His frown deepened. "What were you doing to me while I was asleep?"
She let out a sharp sigh. "I just came in here to check on you," she repeated herself more firmly this time.
Dan raised an eyebrow and threw his legs over the side of the bed. Looking up at her, he tilted his head to the side and gave her a suggestive look, "Oh, check on me, you say?"
She frowned and took a step back from him. "I just wanted to make sure you didn't destroy the room like a badly trained animal."
He raised an eyebrow, still giving her bedroom eyes. "You're lying. You ordered me not to destroy anything, remember? Or do you doubt the power of your magical MacGuffin?"
Valerie frowned. "No, I—" She cut herself off with a sigh and raised a hand to rub a spot over her eyebrow. "I've just had a long night. I'm starving and I'm tired. I think I'm gonna go now."
She turned to leave. Dan shot up from the bed and blurted, "Wait."
Valerie looked over her shoulder at him with a questioning look.
He scuffed his foot against the ground and started to raise a hand to rub the back of his neck before he stopped himself. It was an uncharacteristic display of awkwardness, and a familiar gesture she had seen Danny do a thousand times.
"Uh, where are you going?" he said trying to recover face.
She turned her full body to face him. "I was going to grab something to eat from the mess hall and then go to bed. Why?"
He hesitated for a second then said, "Can I come?"

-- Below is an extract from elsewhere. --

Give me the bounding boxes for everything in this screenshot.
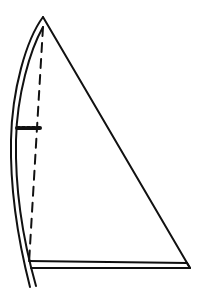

Valerie blinked. "Why?" she asked again.
He shrugged. "I'm bored, obviously."
Valerie started to fidget. Clockwork said it would be in their best interest if she tried to "befriend" Dan. Valerie didn't agree, but Phantom seemed to already be doing half the work for her. She was still reluctant to spend any time she didn't absolutely have to with him.
"You were just a sleep. You're not still tired?"
"I don't sleep because I'm tired," he explained tersely.
She sighed and massaged her brow. "Alright, you can come, but try not to act like a maniac."